Thursday, 29 June 2023

The Non-Locality Of The Wavefunction Viewed Through Systemic Functional Linguistics

Penrose (2004: 512):
So we have just got exactly nowhere in understanding wave/particles — some irate reader will surely object with increasingly justified impatience! But hold on please, we are not through with interpreting our wavefunctions. We have to think of the entire wave as describing (or ‘being’) just a single particle. Although it does, in a definite sense, determine the probability that a spot will occur at the various places on the screen, this probability refers to just the one particle. This interpretation will not work if we think of the wavefunction in a local way, as independently providing a probability of spot formation at each separate place on the screen. We must think of a wavefunction as one entire thing. If it causes a spot to appear at one place, then it has done its job, and this apparent act of creation forbids it from causing a spot to appear somewhere else as well. Wavefunctions are quite unlike the waves of classical physics in this important respect. The different parts of the wave cannot be thought of as local disturbances, each carrying on independently of what is happening in a remote region. Wavefunctions have a strongly non-local character; in this sense they are completely holistic entities.


Blogger Comments:

From the perspective of Systemic Functional Linguistic Theory, the 'entire' wave neither describes nor is a single particle. Rather, the wave is a construal of the potential of a particle. The notion of the wave being local or non-local derives partly from misunderstanding the wave as construing the potential of a location rather than the potential of a particle.

Moreover, the wave function neither causes nor creates the appearance of a particle at a location on the screen. It is in the act of observation that experience is construed as meaning: a particle as an instance of quantum potential.

In this view, the important respect in which wavefunctions are quite unlike the waves of classical physics is that they are construals of experience as potential, whereas classical waves are construals of experience as actual. The non-locality of wavefunctions is the "non-locality" of potential.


Find the word "figure" in the data, then copy each line where it is found.

BEGIN ENTRIES SUPPLIED

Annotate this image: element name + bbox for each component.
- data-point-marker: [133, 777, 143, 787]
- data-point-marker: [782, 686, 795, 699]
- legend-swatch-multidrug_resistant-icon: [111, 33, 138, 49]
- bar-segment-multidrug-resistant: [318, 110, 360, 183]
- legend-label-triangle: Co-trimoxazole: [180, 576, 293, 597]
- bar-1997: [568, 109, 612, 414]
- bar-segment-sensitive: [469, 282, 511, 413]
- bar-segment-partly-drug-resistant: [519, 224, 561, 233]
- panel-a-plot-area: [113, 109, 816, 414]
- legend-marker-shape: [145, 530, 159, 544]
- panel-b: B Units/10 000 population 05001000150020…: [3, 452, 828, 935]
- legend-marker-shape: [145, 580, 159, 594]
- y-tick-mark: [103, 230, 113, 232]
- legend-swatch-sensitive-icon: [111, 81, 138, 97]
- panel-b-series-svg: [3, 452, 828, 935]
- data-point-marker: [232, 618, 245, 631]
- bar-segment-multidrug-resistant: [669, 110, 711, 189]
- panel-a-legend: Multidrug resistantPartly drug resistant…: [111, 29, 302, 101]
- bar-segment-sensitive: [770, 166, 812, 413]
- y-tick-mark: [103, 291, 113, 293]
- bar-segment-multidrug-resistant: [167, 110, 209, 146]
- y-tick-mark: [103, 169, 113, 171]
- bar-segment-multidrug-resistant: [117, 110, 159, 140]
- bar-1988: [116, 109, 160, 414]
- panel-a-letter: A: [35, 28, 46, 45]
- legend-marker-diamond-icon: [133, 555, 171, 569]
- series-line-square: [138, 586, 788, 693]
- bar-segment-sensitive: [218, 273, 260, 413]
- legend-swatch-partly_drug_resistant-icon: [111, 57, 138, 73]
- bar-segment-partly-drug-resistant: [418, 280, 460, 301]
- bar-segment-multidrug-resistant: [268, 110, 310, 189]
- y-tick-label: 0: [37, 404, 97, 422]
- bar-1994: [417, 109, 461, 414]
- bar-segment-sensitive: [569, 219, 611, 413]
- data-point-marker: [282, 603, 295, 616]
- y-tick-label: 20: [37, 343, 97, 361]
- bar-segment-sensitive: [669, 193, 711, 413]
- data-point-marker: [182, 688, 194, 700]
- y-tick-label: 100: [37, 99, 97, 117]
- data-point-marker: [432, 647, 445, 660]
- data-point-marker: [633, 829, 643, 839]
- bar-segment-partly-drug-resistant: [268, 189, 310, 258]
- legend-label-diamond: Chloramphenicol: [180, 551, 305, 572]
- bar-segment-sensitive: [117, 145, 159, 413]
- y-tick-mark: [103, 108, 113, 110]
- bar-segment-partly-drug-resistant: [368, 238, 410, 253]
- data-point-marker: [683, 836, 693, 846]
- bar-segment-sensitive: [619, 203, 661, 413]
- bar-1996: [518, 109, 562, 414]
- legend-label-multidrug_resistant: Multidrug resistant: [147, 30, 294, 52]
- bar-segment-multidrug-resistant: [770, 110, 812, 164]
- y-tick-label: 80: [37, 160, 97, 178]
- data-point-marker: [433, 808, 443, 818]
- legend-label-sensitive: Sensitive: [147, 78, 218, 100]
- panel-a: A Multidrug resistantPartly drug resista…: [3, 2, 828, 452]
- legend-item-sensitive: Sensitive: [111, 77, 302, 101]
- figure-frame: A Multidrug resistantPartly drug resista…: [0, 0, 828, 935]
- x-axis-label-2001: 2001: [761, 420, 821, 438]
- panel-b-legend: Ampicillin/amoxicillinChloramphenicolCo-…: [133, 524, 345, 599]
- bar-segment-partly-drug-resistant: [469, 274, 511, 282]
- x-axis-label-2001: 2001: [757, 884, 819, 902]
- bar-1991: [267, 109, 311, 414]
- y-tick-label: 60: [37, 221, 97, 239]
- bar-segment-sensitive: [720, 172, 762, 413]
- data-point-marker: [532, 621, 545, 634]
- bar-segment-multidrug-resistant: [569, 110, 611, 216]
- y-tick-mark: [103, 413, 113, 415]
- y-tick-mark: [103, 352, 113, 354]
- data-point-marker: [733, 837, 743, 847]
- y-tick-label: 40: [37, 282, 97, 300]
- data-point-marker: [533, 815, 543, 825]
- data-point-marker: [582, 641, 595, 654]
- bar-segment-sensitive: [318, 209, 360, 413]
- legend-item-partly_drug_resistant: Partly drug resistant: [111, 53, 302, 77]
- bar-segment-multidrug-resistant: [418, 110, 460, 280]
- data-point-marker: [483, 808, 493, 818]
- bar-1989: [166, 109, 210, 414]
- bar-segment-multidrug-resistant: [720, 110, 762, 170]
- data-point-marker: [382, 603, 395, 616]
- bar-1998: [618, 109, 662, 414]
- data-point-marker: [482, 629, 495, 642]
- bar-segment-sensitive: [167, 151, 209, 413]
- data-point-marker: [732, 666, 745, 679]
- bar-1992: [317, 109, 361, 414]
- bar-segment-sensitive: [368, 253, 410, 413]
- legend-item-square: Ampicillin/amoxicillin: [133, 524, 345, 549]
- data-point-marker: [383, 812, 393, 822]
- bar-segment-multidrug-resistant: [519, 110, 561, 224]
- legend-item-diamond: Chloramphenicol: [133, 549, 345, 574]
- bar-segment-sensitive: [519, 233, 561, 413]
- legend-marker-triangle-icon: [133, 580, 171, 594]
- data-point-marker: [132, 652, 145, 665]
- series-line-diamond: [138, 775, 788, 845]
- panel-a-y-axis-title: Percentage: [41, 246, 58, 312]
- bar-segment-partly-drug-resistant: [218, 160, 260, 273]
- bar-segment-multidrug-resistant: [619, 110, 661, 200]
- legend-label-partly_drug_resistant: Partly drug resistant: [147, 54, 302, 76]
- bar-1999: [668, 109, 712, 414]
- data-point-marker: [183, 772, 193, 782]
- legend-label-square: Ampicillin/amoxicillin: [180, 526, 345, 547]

END ENTRIES SUPPLIED
BEGIN ENTRIES SUPPLIED

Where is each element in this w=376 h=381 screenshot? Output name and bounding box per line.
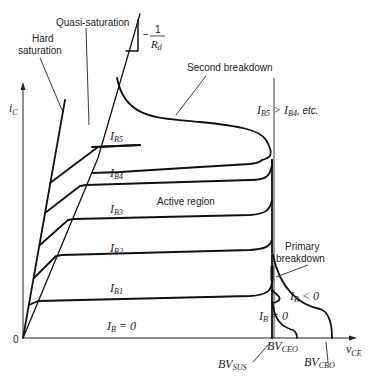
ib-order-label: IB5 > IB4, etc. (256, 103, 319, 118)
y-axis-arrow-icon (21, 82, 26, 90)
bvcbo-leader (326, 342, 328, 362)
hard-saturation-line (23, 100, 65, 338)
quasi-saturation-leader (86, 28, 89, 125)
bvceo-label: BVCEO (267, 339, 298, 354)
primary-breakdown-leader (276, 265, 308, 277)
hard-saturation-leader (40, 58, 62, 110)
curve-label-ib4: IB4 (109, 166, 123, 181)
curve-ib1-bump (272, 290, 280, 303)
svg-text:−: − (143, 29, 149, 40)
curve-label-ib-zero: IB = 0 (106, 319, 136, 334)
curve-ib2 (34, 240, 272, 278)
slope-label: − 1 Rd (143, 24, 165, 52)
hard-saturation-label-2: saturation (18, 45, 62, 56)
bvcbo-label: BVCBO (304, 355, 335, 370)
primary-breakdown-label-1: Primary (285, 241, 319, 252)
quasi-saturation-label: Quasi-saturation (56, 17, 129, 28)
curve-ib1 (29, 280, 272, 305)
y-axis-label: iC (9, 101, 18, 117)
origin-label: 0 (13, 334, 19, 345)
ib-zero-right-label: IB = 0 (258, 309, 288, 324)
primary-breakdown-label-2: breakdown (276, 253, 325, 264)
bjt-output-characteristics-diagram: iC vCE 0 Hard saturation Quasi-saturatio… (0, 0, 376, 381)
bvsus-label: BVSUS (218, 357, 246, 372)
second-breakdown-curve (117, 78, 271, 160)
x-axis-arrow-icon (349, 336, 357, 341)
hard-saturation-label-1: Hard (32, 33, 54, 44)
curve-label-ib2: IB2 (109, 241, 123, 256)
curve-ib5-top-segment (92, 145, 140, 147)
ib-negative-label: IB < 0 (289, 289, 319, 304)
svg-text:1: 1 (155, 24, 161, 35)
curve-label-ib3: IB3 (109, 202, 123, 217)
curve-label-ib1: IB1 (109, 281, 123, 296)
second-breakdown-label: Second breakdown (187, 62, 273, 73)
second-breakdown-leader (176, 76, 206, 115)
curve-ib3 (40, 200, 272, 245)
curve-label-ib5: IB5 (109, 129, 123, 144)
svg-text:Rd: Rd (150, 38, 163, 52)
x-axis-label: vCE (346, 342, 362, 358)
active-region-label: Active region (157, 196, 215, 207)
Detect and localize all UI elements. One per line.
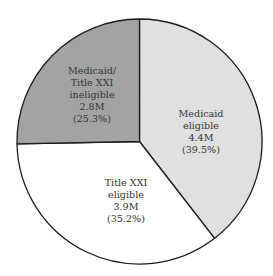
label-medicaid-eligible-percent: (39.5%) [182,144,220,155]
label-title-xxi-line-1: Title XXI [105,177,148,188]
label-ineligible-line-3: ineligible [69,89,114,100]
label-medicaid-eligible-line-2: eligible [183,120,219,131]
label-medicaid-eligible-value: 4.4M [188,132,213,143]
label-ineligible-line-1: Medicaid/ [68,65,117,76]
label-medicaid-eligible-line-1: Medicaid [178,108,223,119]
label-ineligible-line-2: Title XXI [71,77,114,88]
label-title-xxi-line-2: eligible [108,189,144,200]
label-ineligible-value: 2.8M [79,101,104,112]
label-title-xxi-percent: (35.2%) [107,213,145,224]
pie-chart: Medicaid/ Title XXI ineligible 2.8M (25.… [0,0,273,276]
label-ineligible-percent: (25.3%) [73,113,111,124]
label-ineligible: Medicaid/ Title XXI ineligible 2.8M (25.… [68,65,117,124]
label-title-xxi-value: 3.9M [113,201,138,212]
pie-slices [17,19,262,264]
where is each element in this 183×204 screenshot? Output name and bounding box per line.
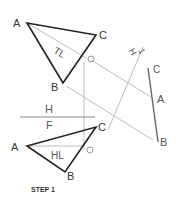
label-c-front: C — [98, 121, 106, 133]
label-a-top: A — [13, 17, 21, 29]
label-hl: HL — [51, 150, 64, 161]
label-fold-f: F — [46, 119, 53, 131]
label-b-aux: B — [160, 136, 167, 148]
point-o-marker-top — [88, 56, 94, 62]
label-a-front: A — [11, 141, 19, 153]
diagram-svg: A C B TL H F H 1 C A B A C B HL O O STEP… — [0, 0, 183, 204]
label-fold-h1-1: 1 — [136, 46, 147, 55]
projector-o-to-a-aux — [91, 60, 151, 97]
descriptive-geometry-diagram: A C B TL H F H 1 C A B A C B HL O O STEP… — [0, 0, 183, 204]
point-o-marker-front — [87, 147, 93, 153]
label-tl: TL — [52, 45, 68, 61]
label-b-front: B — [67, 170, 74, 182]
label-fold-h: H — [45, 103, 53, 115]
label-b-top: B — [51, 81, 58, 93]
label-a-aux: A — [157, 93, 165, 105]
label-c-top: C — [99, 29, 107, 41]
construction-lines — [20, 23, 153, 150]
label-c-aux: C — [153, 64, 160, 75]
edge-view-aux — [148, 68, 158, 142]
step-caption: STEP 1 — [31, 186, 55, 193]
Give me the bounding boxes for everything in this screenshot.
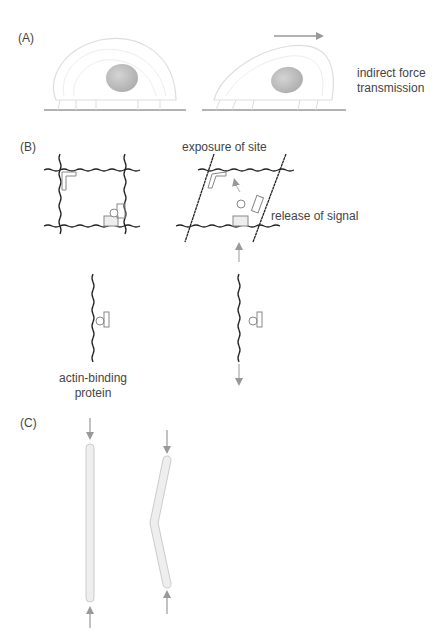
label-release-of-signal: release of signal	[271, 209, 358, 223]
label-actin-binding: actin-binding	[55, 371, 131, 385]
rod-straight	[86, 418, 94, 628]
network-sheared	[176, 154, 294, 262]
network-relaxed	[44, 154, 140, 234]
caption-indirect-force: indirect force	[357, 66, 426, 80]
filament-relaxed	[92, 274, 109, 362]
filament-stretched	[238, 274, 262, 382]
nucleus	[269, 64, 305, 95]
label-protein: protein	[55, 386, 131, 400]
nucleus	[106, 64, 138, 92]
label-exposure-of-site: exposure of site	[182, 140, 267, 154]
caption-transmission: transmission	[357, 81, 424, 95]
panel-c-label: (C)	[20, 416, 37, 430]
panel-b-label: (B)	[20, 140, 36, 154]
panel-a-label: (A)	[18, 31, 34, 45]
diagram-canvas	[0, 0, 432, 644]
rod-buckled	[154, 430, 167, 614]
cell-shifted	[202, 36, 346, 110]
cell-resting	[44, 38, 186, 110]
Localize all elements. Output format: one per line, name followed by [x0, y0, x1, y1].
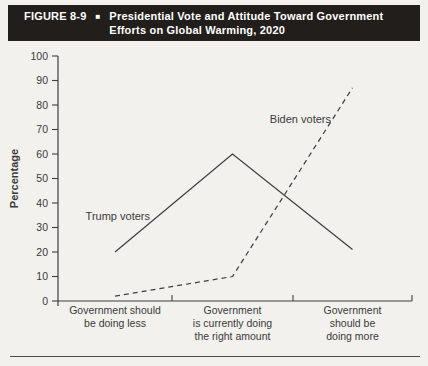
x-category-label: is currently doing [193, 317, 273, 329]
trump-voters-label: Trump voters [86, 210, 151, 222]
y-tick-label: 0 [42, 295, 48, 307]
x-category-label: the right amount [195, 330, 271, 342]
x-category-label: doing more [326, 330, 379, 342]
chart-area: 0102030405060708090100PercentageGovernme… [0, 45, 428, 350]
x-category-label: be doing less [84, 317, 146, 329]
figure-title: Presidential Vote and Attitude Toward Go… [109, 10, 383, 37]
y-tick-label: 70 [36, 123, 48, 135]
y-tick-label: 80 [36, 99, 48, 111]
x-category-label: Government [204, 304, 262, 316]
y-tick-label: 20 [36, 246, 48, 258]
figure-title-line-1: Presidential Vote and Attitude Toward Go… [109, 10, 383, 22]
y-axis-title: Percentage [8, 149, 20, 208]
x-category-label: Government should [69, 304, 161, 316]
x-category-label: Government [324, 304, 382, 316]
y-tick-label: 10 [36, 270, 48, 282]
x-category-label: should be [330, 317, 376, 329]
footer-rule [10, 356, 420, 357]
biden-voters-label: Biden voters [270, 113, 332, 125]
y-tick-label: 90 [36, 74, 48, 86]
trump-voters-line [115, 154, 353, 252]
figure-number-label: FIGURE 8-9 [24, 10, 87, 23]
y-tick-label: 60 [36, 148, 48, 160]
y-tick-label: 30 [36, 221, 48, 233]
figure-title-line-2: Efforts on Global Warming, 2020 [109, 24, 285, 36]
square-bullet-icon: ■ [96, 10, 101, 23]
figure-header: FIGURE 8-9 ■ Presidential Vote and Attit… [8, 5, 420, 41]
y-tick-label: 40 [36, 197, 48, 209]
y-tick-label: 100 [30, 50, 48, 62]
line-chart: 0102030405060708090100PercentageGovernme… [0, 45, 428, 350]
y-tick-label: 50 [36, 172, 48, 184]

END ENTRIES SUPPLIED
BEGIN ENTRIES SUPPLIED

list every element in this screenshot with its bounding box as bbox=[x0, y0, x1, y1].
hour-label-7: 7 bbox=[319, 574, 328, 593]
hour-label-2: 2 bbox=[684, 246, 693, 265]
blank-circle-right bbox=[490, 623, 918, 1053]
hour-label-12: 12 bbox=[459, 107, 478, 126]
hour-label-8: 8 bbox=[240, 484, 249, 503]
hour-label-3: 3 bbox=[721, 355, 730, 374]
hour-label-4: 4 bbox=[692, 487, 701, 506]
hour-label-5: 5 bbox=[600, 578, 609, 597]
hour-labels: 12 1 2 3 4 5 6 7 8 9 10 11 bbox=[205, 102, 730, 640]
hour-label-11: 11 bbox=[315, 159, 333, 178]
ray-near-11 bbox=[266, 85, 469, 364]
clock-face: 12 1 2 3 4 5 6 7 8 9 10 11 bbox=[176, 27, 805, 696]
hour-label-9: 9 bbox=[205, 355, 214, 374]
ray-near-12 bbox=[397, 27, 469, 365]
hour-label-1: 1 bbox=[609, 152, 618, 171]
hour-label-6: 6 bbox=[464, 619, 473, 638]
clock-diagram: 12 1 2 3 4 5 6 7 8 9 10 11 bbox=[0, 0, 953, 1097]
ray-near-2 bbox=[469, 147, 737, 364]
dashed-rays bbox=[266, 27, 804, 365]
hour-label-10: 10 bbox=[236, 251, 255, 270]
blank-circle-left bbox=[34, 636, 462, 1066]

END ENTRIES SUPPLIED

- _SOLUTION FOR THIS PROBLEM_:
- figure-frame: A Multidrug resistantPartly drug resista…: [0, 0, 828, 935]
figure-title: Presidential Vote and Attitude Toward Go… [109, 10, 383, 37]
figure-title-line-1: Presidential Vote and Attitude Toward Go… [109, 10, 383, 22]
figure-number-label: FIGURE 8-9 [24, 10, 87, 23]
figure-title-line-2: Efforts on Global Warming, 2020 [109, 24, 285, 36]
figure-header: FIGURE 8-9 ■ Presidential Vote and Attit… [8, 5, 420, 41]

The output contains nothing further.